Republicans had already been grappling with the party’s future following Trump’s tumultuous term. But after the Jan. 6 Capitol Hill violence as lawmakers gathered to certify Joe Biden's election victory, Haley said Trump had been “badly wrong” in stoking the crowd before the riot, telling an audience at the Republican National Committee winter meeting that Trump's “actions since Election Day will be judged harshly by history.”

Haley also said the whole notion was “deeply disappointing” because of the effect it will have on the legacy of the Trump administration, echoing remarks by some including fellow South Carolinian Sen. Lindsey Graham, who called the melee Trump’s “self-inflicted wound.”
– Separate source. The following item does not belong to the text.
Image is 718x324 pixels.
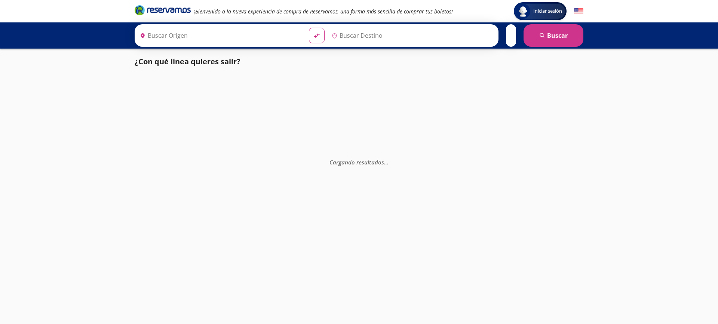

On Monday, Haley defended her former boss, who this past weekend lit into fellow Republicans including his own vice president, saying he was “disappointed” in Mike Pence and calling Senate Minority Leader Mitch McConnell a “stone-cold loser.”

“I think former President Trump’s always been opinionated," Haley said, asked about Trump's weekend comments and if they hurt the GOP. “Just because he left being president, that’s not going to stop. But I think what he also talked about were all the successes that he had in the administration. And I think that’s what Republicans are uniting on. ... Every day Biden and Kamala Harris are in office unites the Republicans."

The outing was Haley's first public event in her home state in months. It comes just two weeks before Pence, also among those mentioned as a possible 2024 candidate, is set to visit South Carolina for his first public speech, a gathering with a conservative Christian nonprofit group.